The Tragic Demise of a Rare Moustached Kingfisher, or Why Science Prefers Things Dead Rather than Alive

An ornithologist named Chris Filardi is coming under fire for “collecting” a rare specimen of moustached kingfisher during a scientific expedition to the Solomon Islands. “Collecting” in this case meant killing. And people were not very happy about it:

“Killing ‘in the name of conservation’ or ‘in the name of education’ or ‘in the name of whatever’ simply needs to stop,” [Marc] Bekoff [professor emeritus of ecology and evolutionary biology at the University of Colorado] said. “It is wrong and sets a horrific precedent for future research and for children.” . . .

Some might see a touch of troubling irony, indeed, in the triumphant Twitter post by the American Museum of Natural History when the moustached Kingfisher was found. “These are the 1st-ever photos of a male moustached kingfisher! More on this ‘ghost’ species,” it said.

Yes. That particular specimen is quite the representative of a ghost species these days.

I too am upset that Chris Filardi has killed a rare bird, but not so much for conservational reasons. I’m upset that science is still stuck in the same cycle of pretended neutrality that requires everything it studies to be basically inanimate.

Let me unpack that. Science attempts to create objective knowledge. In fact, one of the meanings of the word science is objective knowledge itself. Most people consider science to refer mostly to a process or a method. But the goal of science is a complete knowledge: just the facts.
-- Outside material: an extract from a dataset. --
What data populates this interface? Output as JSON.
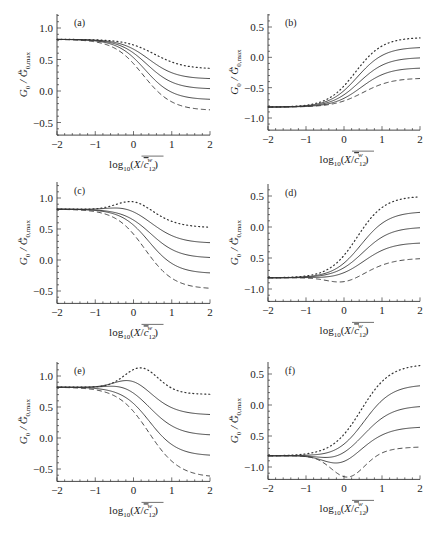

Here is the problem with the supremacy of facts and the idolatry of objectivity: they require death. Wherever there is life and change, there is uncertainty. For science to be certain, it basically requires the world to be fixed. Which is another way of saying “dead.” The easiest way to keep a bird from moving while you’re trying to study it is, you know, to kill it.

Are there other ways of gaining knowledge? Of course. Experience and intimacy, though they take longer and are more subjective, also provide profound insights into the world that are completely unavailable when you start killing things to study them without all the pesky uncertainties of life.